My Aunt and Uncle would come visit us and part of the ritual was to take my sister and me there and we got one toy each, under a certain budget. I typically got Muscle Men or GI Joe.

I can still smell that store in my mind...38 years later. And I can still visualize the GI Joe Aircraft Carrier that was holy unobtainium for me and my families budget.

All of this to say...I am thankful I never witnessed the fall. I hit an age where we stopped going and I just never went back.

bluedino 2 hours ago [-]
I remember the GI joe aisle, remote control car aisle, and of course the video game isle with the tickets you had to take up to the cage at the front of the store.
mjevans 4 hours ago [-]
The fall isn't covered in very much detail.

I think it might be exemplified by a personal example. I went to one near the end to buy a standard, wooden block, JENGA toy for relatives. They didn't have any in stock other than some crummy cardboard sticks version (absolutely unable to stand up to the abuse a child under 12 will dish out). I think I ended up ordering one from Amazon with Prime or hitting up a Target or something...

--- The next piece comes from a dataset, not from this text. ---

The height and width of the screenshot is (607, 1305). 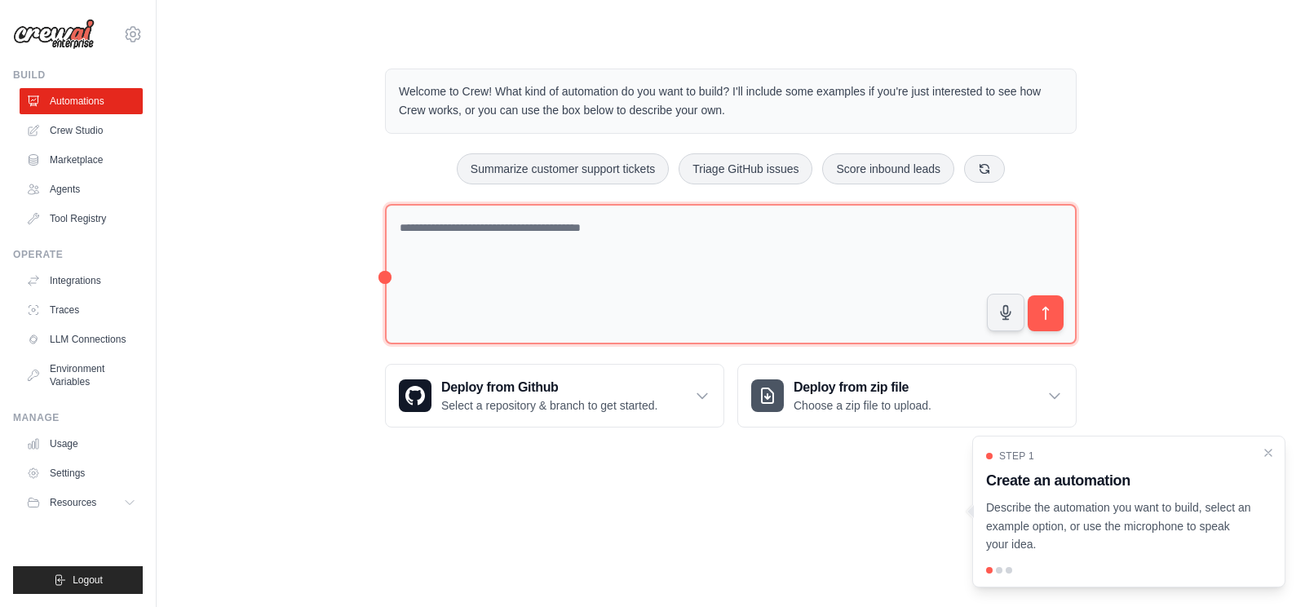 What do you see at coordinates (87, 580) in the screenshot?
I see `span: Logout` at bounding box center [87, 580].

As for the 'category killer' thing, that's probably an example of Market Failure (regulation failure). For a fungible commodity product, there probably should be a requirement to provide access to the same price to all players in the market. That might mean that the price at a generic warehouse in one of the major shipping ports is that price. Stores / groups of stores would still need to leverage shipping and distribution networks, but it'd at least give places a _chance_ to compete.

jordanb 4 hours ago [-]
> they didn't have any in stock other than some crummy cardboard sticks version

Private Equity hates inventory. Their first trick in buying a retail business is slashing in-store inventory. They also treat suppliers like dogshit, playing games with payment terms, etc. End result: stores don't have the products customers want and quality suppliers fire them as customers.

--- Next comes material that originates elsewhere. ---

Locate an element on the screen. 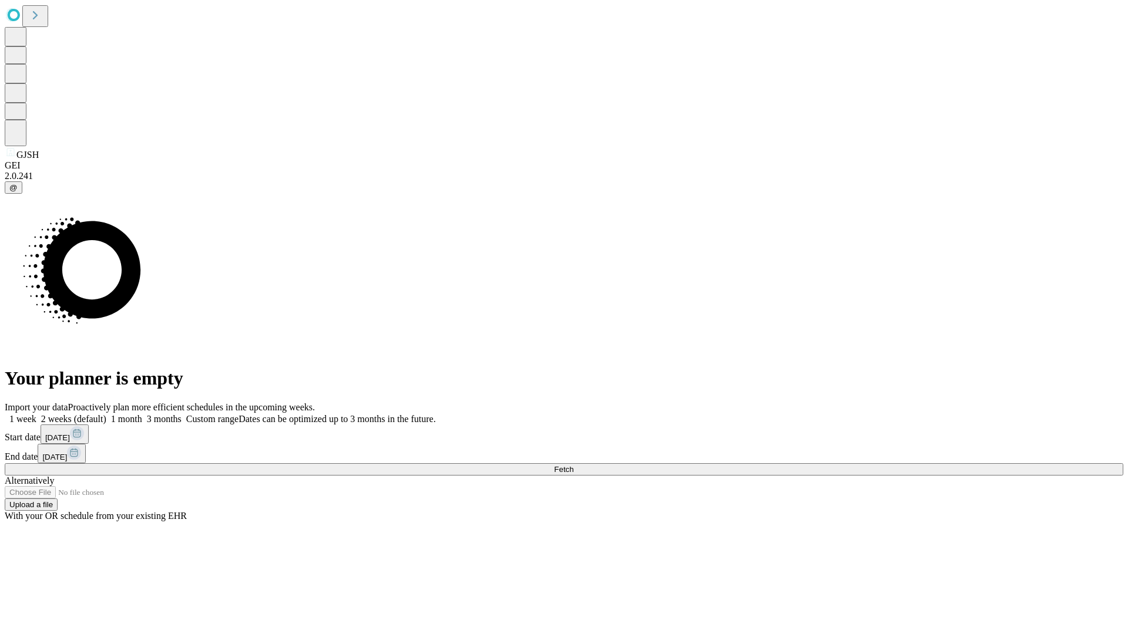  button: Fetch is located at coordinates (564, 469).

ferguess_k 4 hours ago [-]
How do PEs earn money in this scenario? I don't think it can spin off the brand easily? Or by real estate?
toast0 3 hours ago [-]
So, some PEs do try to run businesses sustainably. But we mostly hear about the PEs that turn a business that's slowly dying to one that will operate "as normal" until it suddenly dies, usually somewhere around 5-7 years later.

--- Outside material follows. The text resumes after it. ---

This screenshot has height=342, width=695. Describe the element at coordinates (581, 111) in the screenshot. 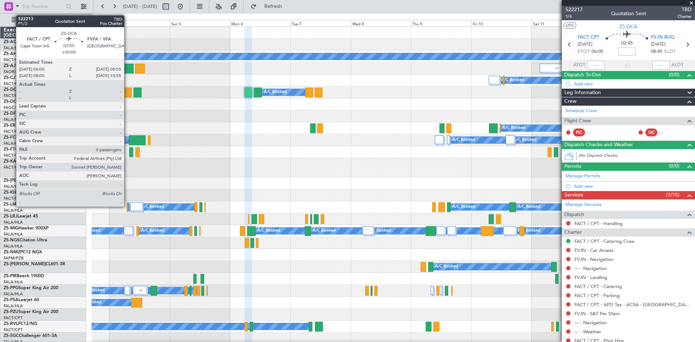

I see `a: Schedule Crew` at that location.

The first thing is that, if at all possible, the PE wants to do a leveraged buyout where the acquired company itself has borrowed most of the funds to buy itself. This cashes out the previous investors, but leaves most of the risk with lenders rather than the PE firm. Sometimes the PE may get a cut of the financing revenue. Most of the loan will be sold on the bond market, typically as junk bonds. Junk bonds have high interest rates, because there's a good chance the loan won't be repaid, but maybe you'll collect enough between interest and the bankruptcy settlement.

While the company operates under the PE's management, it's getting paid management fees.

It's also likely to move valuable assets out of the company; for real estate, sale and leaseback is common; when the company implodes, the PE keeps the land and can sell or lease it to someone else. The sale price was probably under market and the lease over market, so the PE earns money here. Having a high lease payment helps the PE finance the purchase, and may help it finance similar property as well.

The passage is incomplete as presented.